Whoever regards in this question the isolated interest of the father of a family, will retrograde towards the past, and will make himself the advocate of circumscribed and illiberal ideas. The question at the present day is not only that of the personal advantage of the family, it is that of the particular advantage of the country, subject to the general good of humanity. Here the gradation of duties becomes the measure of rights, and in expressing the principle in a more precise manner, I would say, Where duty is, there is right.

In conclusion, education is a public affair; to separate it into particular interests is to disturb the order, to injure the general interests, to organise anarchy for the advantage of despotism. It is a terrible law of Providence, eternal and without exception, that from the crowd of anarchists there always arises a master who flatters and who crushes them, after having taught them to obey.

The rights being recognised, let us come to the application of the principles. What is public instruction? A power which perpetually acts on the political and moral existence of a people.

The definition is simple and precise, it does not even leave to government the right of granting an unlimited liberty; and how could it do so without being wanting to the first of its duties, and giving the people up to all the seductions of an unrestricted licence; to the aberrations and errors of the human mind?

What! shall the superintendence of government be exerted even over the baker, to ascertain the weight and the

quality of the bread destined for our corporeal nourishment, and shall this superintendence stop short at the door of our schools? Can it not assure itself of the amount and the quality of the intellectual food, of the bread of life, which teachers distribute to our children?

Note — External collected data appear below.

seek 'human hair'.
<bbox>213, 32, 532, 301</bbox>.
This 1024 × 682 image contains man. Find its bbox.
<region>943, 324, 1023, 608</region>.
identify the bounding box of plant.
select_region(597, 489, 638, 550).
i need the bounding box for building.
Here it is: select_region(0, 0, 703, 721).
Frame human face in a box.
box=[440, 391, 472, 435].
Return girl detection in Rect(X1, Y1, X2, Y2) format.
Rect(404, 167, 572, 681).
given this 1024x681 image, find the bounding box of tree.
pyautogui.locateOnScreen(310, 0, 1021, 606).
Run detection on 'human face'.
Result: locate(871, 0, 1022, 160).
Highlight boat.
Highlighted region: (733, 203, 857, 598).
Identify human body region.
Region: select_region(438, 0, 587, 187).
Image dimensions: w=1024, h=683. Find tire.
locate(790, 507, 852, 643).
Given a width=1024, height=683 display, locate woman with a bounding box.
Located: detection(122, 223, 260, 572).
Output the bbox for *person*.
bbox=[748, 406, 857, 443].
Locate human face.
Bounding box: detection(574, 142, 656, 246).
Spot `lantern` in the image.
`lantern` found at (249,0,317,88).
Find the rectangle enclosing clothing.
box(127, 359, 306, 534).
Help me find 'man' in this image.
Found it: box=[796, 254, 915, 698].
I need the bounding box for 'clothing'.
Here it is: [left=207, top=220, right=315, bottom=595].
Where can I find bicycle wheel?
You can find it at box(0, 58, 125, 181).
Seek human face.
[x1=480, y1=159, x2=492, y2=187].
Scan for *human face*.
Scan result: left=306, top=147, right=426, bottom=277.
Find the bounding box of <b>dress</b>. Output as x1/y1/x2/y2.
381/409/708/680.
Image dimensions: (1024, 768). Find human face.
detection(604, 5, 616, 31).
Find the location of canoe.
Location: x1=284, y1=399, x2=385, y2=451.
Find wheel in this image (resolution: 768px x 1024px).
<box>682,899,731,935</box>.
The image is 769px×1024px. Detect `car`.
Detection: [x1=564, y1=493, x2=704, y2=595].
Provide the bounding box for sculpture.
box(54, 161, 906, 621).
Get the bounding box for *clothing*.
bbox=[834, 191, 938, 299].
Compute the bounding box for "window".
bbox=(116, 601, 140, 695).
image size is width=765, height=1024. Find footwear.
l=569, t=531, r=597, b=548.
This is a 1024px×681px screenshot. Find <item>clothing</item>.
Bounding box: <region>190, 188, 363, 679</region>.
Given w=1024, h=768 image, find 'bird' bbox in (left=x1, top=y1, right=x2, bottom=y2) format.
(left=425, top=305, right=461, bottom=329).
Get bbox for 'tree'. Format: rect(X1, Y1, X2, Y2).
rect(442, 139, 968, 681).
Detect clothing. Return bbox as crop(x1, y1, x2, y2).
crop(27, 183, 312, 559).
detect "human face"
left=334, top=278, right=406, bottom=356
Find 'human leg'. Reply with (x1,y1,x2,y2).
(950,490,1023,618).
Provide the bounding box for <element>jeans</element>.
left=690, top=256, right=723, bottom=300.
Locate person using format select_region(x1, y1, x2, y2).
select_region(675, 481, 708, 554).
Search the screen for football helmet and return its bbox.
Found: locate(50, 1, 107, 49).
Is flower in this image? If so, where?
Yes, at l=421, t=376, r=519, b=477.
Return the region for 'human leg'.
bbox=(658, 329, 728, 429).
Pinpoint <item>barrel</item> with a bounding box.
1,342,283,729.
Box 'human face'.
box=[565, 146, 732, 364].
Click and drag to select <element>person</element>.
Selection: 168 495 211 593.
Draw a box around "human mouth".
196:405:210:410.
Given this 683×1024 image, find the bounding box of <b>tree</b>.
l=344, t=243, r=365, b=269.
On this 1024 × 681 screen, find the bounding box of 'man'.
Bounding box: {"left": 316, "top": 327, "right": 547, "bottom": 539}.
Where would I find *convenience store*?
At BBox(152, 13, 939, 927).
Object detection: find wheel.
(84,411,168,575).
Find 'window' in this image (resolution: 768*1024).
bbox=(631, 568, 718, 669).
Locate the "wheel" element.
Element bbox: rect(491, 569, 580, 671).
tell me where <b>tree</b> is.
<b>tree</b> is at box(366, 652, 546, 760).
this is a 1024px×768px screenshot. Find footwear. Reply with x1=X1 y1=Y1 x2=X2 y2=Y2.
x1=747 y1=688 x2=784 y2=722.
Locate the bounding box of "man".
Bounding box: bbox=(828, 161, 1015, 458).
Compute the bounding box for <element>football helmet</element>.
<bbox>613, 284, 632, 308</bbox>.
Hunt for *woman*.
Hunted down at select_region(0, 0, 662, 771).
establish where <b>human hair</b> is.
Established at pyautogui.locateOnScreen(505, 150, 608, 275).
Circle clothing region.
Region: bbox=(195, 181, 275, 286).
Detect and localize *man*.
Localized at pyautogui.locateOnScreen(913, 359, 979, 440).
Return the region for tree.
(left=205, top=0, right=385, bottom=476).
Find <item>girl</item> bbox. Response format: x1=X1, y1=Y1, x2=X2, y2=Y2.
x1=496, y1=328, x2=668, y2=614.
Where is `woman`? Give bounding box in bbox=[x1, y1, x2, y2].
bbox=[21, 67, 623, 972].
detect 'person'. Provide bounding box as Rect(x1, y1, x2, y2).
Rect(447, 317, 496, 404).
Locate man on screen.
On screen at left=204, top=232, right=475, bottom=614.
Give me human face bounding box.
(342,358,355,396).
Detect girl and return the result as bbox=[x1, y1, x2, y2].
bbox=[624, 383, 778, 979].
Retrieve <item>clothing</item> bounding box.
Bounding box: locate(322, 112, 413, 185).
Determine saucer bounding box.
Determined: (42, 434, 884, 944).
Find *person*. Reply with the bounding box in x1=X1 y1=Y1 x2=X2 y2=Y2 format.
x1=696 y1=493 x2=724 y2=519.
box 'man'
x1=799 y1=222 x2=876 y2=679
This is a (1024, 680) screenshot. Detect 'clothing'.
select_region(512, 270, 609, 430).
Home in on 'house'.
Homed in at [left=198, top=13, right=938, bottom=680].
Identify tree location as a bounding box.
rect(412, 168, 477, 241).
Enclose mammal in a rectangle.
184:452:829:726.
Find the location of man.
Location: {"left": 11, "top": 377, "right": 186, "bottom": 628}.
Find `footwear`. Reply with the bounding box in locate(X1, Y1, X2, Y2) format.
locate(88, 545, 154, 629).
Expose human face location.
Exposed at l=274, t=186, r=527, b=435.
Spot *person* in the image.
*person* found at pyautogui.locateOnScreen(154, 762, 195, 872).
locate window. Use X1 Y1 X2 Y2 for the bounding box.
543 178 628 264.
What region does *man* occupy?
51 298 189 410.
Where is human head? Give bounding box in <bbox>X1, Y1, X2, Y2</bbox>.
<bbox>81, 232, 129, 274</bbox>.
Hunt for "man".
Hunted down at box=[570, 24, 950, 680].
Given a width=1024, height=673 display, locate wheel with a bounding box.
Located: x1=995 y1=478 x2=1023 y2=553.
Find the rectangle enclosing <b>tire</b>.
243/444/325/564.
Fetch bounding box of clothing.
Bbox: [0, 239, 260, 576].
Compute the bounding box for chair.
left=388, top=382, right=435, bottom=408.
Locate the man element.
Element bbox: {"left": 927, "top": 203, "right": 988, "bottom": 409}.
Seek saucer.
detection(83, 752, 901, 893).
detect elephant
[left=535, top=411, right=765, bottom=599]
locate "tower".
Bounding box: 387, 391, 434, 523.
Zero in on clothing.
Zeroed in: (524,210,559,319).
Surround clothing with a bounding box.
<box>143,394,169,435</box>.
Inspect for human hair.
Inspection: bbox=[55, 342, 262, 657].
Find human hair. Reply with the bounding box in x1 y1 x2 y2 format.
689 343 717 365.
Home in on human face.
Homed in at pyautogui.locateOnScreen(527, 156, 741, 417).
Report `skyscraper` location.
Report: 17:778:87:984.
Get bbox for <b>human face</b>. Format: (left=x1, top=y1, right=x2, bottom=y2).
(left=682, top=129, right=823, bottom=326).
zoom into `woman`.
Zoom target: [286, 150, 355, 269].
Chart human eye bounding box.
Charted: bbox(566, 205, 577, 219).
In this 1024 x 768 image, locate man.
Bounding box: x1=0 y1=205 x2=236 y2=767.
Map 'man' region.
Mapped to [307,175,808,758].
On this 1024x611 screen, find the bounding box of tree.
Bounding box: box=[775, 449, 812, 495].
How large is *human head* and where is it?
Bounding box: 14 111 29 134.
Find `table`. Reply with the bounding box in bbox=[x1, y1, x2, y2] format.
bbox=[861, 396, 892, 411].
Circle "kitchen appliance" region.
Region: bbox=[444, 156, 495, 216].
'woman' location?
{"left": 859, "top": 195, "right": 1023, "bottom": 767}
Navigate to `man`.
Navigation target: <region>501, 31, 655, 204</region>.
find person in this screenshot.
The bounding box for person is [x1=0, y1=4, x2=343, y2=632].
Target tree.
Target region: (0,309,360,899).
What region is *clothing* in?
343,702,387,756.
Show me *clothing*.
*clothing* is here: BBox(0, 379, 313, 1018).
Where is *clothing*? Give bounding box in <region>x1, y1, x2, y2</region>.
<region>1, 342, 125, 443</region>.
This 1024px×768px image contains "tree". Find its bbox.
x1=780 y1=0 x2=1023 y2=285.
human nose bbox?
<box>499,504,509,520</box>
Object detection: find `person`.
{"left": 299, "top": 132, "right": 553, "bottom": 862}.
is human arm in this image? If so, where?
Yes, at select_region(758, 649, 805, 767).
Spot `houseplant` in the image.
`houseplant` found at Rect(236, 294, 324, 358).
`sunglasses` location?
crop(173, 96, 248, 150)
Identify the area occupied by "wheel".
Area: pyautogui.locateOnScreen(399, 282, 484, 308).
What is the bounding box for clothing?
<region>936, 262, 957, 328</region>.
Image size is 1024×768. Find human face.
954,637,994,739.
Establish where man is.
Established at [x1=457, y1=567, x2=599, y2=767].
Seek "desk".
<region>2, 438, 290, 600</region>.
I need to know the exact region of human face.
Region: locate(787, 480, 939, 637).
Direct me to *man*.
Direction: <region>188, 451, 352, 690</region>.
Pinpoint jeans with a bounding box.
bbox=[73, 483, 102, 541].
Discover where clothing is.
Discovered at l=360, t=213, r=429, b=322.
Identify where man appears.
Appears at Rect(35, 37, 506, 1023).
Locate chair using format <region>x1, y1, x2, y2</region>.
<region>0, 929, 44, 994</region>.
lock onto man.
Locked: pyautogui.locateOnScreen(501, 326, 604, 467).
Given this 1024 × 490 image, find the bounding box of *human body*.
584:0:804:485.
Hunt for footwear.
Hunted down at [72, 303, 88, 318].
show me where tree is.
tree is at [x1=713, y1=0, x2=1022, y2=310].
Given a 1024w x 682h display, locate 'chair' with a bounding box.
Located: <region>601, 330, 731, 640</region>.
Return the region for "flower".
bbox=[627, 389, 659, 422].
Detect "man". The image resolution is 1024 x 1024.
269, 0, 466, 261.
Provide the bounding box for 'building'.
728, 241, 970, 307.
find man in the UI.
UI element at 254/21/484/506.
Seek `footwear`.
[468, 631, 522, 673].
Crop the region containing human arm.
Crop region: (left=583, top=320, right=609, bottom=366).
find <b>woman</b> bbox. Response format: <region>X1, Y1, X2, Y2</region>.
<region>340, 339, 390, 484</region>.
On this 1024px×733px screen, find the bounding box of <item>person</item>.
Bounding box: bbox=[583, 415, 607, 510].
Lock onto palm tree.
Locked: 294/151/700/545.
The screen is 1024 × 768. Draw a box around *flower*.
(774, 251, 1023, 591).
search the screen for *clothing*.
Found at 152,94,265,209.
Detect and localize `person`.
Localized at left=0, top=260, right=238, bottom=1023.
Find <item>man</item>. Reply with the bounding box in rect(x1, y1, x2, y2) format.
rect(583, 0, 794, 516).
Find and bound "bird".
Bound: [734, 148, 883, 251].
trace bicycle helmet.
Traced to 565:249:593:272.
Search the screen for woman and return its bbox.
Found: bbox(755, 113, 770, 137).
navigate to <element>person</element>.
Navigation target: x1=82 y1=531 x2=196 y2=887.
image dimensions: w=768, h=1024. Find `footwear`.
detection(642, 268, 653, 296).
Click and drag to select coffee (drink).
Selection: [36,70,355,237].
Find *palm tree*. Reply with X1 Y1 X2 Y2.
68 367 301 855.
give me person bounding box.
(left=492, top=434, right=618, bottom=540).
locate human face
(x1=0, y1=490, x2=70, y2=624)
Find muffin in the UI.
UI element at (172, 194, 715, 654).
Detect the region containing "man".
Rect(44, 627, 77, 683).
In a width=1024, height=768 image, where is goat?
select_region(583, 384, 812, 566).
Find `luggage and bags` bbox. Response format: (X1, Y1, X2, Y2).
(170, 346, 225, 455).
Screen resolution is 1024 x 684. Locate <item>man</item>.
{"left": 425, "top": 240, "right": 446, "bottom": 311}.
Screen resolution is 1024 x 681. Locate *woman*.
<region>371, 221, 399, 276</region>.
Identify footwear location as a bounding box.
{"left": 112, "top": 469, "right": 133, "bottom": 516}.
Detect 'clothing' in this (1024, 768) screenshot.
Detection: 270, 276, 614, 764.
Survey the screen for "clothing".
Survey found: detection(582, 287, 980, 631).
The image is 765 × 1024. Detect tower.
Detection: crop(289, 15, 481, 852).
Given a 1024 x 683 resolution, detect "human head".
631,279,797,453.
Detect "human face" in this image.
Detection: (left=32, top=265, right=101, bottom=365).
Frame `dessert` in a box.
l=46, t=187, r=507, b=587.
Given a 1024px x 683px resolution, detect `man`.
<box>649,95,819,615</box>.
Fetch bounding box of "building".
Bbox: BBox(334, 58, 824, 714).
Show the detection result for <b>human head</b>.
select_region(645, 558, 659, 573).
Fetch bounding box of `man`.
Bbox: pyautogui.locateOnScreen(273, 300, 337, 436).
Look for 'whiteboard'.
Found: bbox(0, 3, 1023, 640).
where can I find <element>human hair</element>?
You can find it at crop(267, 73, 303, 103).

To the perils of an unlimited liberty, our adversaries will not fail to oppose the perils of a privileged system of teaching; the routine, the party spirit, the Jesuitism, which was lately so predominant-the moral and religious indifference which predominates at the present day—and the universal demoralization, the consequence of these excesses. We will not attempt to conceal it, these perils are great, they are perhaps as great as the perils of free licence: but what can we conclude from this? Nothing in favour of either system. An equal danger appears to condemn them both, whence it results, that it is not from a law upon public instruction, even were it a good law, that we must seek the remedy for the evil. This remedy will be found in the mixture of the two educations, private and public,—it is there, and there only. This is the anchor of safety amidst the storm.

Let the child receive then as an out-pupil in the colleges, this scholastic instruction to which so much consideration is attached, but which, however, must ere long be reformed; let his intellect be awakened, let his memory be stocked; the soul will be secure, if every evening in the bosom of his family he can hear the voice of his mother, and be influenced by her examples. Thus all reverts to the education of women. We would leave to the colleges

the classical, and the almost mechanical instruction of the intellect, neutralising the vices of this instruction by the sweetest, the most penetrating, and the most durable of all influences.